To quote myself, again, this time from the “So what % of D&D IS combat?” thread…
For me it tends to be higher, generally, as the longest standing group I’ve played with is focused on combat. But it also depends on edition. For us the entirety of 4E was easily 95-99% combat. After the literal first few minutes of the first session of roleplaying and getting a quest, etc the entire rest of our time playing 4E was nothing but combat and rests between combats. Combat simply took too long so it took all our time at the table. We played 4E from release up to the 5E playtest.
So when I say “4E is all about combat” I’m not making a generalization or attacking the game. I’m reporting my actual lived experience with the game. If your experience is different, that’s great.
 

That 4e had a strong combat engine isn't the claim. It had this. It's the claim it did only this, when it actually increased non combat tools and systems as well, and gave many robust tools for our of combat stuff. It did both. 4e went further than any other edition in putting tools in the hands of players to resolve non combat stuff and to provide clear frameworks to the GM for resolutions.

Now, if you wanted to keep the GM Say methods of prior and later editions for non combat things, then these systems had little value. But not being what you wanted doesn't remove them from actually being there. If you choose to not value them, then sure all that is left of 5e is combat stuff. But that's a choice to discard systems, not evidence that they weren't there.
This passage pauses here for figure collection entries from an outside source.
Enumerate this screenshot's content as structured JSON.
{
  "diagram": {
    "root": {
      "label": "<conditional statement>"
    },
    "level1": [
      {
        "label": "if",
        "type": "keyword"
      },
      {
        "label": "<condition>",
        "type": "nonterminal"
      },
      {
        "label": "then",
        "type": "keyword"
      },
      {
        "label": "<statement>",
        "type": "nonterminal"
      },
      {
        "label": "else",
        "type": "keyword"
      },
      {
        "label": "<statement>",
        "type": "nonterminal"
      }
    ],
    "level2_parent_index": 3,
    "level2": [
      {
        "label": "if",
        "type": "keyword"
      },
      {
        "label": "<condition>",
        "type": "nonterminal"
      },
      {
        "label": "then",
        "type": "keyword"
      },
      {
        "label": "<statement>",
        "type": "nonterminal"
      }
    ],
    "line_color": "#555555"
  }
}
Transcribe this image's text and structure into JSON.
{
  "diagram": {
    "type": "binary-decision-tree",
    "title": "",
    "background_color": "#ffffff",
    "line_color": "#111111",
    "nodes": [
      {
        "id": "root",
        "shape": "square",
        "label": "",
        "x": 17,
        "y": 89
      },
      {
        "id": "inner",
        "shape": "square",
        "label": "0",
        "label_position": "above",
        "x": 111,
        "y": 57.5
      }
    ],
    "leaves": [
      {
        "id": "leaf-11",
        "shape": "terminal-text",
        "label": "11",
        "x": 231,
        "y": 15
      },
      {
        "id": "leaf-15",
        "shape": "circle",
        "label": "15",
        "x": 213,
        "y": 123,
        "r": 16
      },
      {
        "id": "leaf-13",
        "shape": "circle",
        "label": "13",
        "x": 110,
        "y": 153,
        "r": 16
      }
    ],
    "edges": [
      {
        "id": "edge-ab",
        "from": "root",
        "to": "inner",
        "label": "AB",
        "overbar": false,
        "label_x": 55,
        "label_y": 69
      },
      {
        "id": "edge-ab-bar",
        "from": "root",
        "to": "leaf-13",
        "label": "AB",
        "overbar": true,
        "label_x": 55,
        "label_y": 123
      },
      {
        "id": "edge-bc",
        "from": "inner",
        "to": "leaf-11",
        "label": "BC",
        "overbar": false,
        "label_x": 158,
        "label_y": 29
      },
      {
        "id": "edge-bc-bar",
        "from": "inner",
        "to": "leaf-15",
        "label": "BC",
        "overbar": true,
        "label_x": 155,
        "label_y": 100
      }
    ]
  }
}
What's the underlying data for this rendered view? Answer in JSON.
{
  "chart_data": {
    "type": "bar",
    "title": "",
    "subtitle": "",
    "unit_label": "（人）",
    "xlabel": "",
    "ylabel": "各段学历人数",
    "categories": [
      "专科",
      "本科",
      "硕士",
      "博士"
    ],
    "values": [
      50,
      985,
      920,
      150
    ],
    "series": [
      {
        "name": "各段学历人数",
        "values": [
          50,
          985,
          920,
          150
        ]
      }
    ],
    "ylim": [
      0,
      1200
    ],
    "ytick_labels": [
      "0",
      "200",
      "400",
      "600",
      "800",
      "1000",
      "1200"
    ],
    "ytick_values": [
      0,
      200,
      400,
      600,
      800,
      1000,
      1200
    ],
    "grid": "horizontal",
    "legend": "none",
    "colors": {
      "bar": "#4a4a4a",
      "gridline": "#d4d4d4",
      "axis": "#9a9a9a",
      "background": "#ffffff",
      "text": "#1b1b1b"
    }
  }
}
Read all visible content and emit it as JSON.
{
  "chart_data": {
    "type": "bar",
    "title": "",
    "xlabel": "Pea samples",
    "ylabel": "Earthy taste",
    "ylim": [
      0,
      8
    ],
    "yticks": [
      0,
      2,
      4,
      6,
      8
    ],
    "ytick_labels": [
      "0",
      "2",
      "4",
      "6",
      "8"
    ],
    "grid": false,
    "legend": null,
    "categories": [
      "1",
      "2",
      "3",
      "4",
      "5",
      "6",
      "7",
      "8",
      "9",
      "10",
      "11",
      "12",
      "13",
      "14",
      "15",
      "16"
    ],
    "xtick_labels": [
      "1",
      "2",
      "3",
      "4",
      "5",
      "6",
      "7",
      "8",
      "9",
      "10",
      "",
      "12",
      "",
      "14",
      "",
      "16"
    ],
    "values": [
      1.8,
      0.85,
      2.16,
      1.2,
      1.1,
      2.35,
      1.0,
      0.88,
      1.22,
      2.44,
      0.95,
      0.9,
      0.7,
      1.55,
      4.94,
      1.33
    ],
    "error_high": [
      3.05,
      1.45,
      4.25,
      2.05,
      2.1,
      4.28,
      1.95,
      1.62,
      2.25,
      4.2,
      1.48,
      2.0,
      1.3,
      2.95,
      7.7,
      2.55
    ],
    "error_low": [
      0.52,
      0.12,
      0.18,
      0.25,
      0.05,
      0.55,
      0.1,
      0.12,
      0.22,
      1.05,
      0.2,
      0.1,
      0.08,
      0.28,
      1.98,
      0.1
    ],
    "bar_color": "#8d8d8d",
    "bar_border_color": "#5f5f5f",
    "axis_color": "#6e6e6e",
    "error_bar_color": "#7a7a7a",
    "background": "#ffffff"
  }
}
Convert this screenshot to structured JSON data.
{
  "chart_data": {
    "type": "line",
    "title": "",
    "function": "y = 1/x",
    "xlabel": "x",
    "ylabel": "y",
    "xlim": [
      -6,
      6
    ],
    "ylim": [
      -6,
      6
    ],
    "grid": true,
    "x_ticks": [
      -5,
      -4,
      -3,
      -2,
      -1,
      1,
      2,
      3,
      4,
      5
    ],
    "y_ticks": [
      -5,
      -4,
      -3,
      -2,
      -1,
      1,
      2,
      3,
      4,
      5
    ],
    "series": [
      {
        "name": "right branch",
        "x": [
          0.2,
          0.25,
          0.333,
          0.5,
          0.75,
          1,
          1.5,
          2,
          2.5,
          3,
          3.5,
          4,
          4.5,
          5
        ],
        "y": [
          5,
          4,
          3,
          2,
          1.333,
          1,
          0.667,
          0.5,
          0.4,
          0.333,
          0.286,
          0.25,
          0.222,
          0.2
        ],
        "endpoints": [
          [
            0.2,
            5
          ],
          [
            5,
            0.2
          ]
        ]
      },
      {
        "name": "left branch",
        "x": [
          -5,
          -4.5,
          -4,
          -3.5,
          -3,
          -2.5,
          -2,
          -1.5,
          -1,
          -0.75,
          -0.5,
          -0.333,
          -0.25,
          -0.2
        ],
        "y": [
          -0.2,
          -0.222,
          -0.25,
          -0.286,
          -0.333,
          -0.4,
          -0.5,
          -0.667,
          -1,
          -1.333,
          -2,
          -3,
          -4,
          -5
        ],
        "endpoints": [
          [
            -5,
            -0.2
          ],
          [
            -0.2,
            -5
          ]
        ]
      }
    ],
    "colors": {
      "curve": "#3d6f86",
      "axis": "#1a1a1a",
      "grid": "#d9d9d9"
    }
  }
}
It's also the exact pattern of attack seen during the edition wars. I have little emotional weight here because I missed those wars and only learned about them later. But it is a patterned attack and one based on misrepresenting the system based on preference and ignoring what was actually there.
I was not part of the edition war either. I was not aware that it was the angle of attack that was taken by one side. For me, the downside of 3ed was that it was a bit too close to MMORPG in execution. And yet, for me it was exactly this that we really liked. 4ed edition was great, but claiming that combat and combat mechanic were not its focus is simply ignoring the truth.

5ed does combat a lot less efficiently than 4ed but what it lacks in combat, it makes up on the narrative side. 5ed is a generalist edition and it is exactly why it was so well received. You can easily do what you want with. No struggle at all.